View allAll Photos Tagged Compute
The Lap King Quad - raised dimples on tray dissapates heat from laptop and makes a comfortable work surface.
The Computing Scientist’s Main Challenge is not to get Confused by the Complexities of his own Making
The central part of Sandia’s neutral-atom quantum computing apparatus includes a vacuum chamber. Objective lenses on either side of the vacuum chamber are used to focus laser light into single-atom traps at Sandia.
Learn more at bit.ly/4aqL72D
Photo by Craig Fritz
At The National Museum of Computing www.tnmoc.org at Bletchley Park, on a trip with Sarah, Jenny and Stephen AKA Spacedog.
location: school of computing, joensuu, finland
date: may 2010
this is a part of my photography project hemma.
Chris Csikszentmihályi Maps Mashup, written in C :) - Taken at 9:03 PM on July 27, 2006; cameraphone upload by ShoZu
NY606220, LR91.
HISTORY
Pillar completed 14th April 1960 costing £25.17s.4d. Computed as tertiary triangulation station NY71/T12 within the Appleby secondary block, and levelled to second class precision during 1962. This pillar station was last maintained by the Ordnance Survey in June 1983.
SITE VISIT
The pillar is in good condition. The spider retains its original OS centre cap with raised large wide letters. The flush bracket faces SSE, compass measurement 149°. Vented through the back (northmost) sight hole.
Photographed: 1st Sept' 2010, GRP.
═════════════════════════
Interactive index: Google My Maps
═════════════════════════
Neighbouring Triangulation Pillars
10416 - Sheriffs Park : 3.06 miles to the west.
10689 - Windrigg Hill : 3.08 miles to the southwest.
10741 - Jerusalem : 3.39 miles to the southeast.
10743 - Broad Lea : 3.44 miles to the east.
10737 - Low Abbey : 4.41 miles to the northeast.
10414 - Maulds Meaburn Moor : 4.69 miles southeast..
═════════════════════════
Alex has worked out how to display video output from the //e and //c into a window on another machine via a serial stream.
Alex's slides are available on Slideshare t.co/2UtCnuDpKg
If you're going to get connected, you need cable: lots of it. The spool of red and white wire will carry power from solar panels and batteries to Inveneo computing stations. The blue, black, and white ethernet cable will be used to join switches, computers, and wireless radios into a network.
At The National Museum of Computing www.tnmoc.org at Bletchley Park, on a trip with Sarah, Jenny and Stephen AKA Spacedog.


TASK TO CARRY OUT: Leave out the pictures, and copy exactly the lines from the line with "Detect person and" through the last line of the data below.
_ _ _ _ _
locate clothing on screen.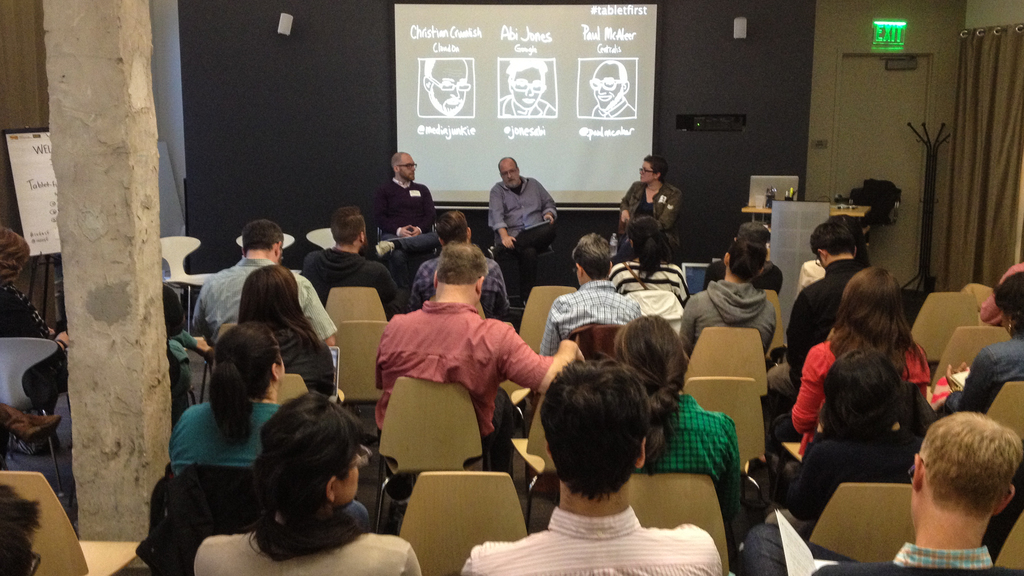
On screen at bbox(936, 324, 1023, 416).
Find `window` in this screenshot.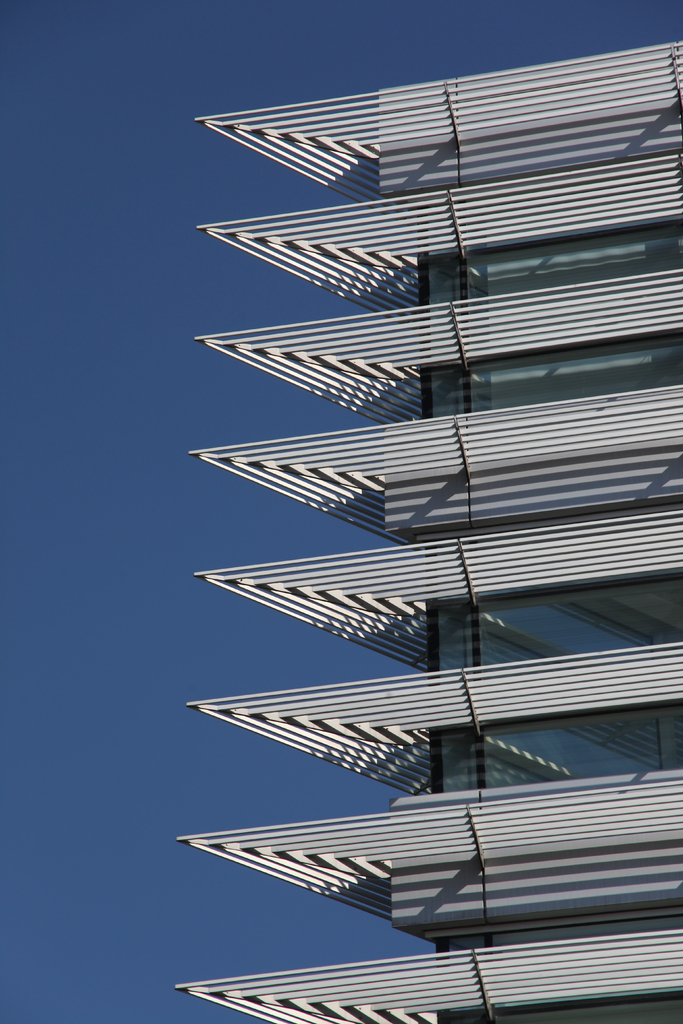
The bounding box for `window` is 438/708/681/792.
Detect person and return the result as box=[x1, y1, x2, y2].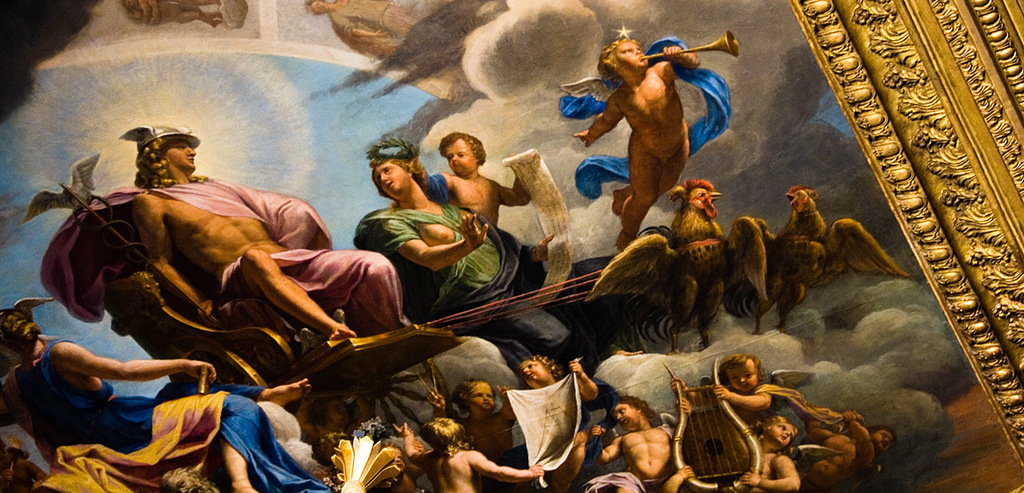
box=[665, 350, 784, 439].
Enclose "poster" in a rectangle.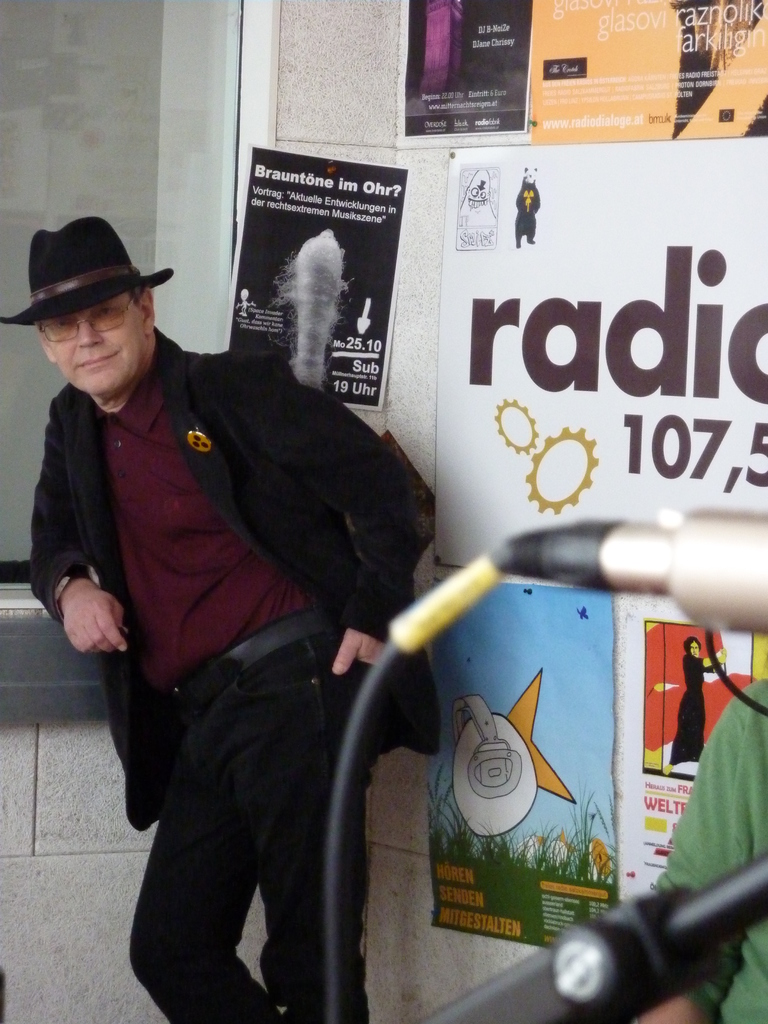
637, 620, 758, 900.
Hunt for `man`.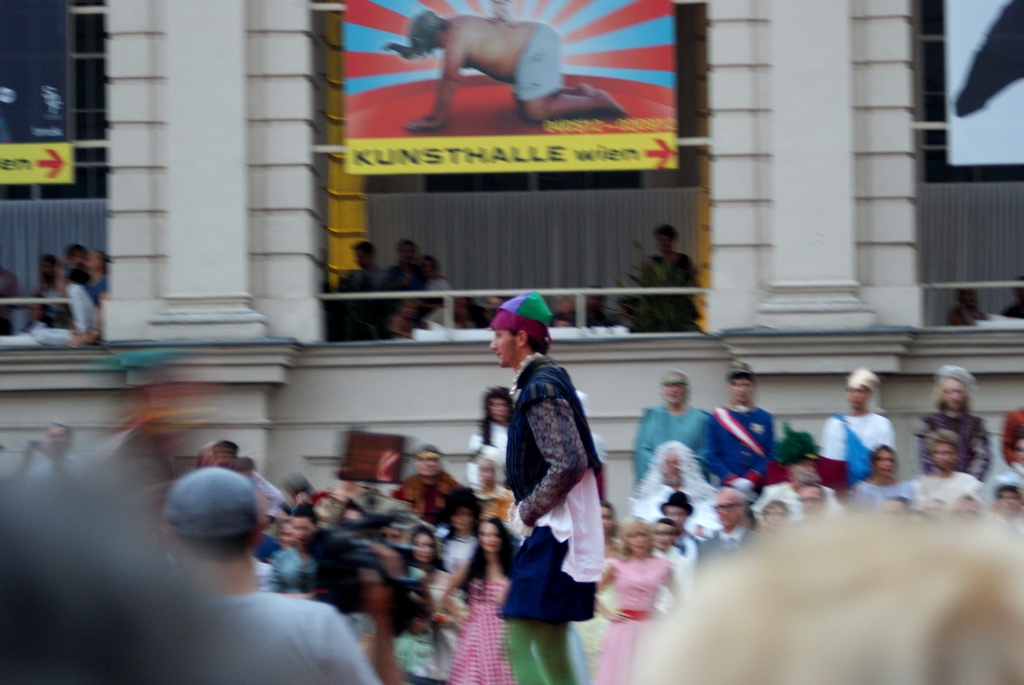
Hunted down at detection(821, 368, 899, 494).
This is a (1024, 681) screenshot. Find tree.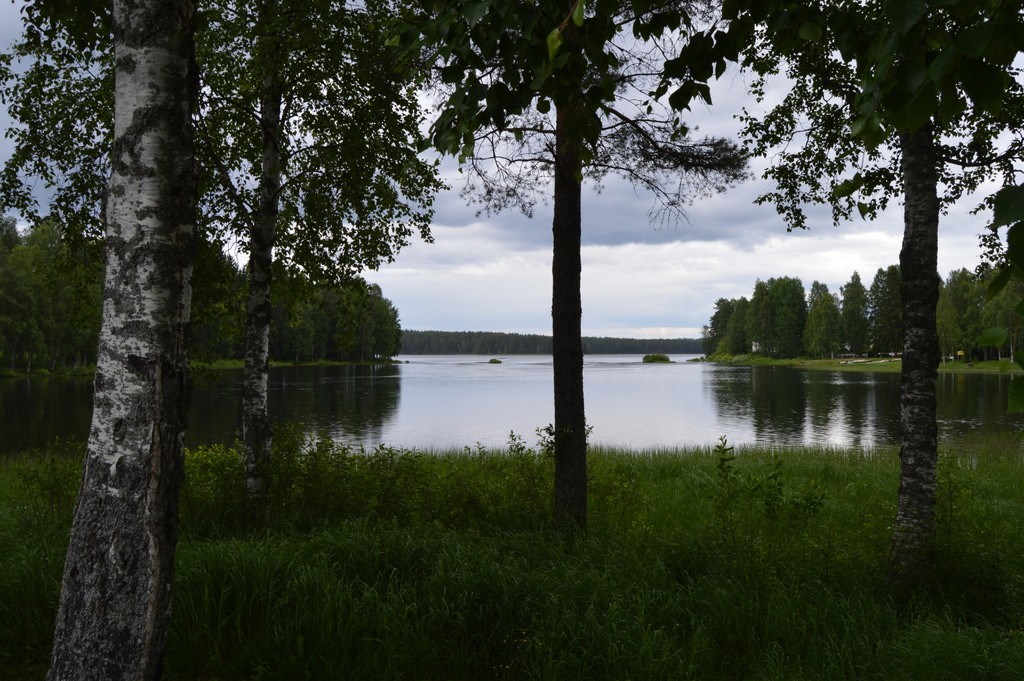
_ _ _ _ _
YOUR RESPONSE:
Detect person and return the result as box=[x1, y1, x2, y2].
box=[665, 350, 784, 439].
Enclose "poster" in a rectangle.
637, 620, 758, 900.
Hunt for `man`.
Hunted down at detection(821, 368, 899, 494).
This is a (1024, 681) screenshot. Find tree.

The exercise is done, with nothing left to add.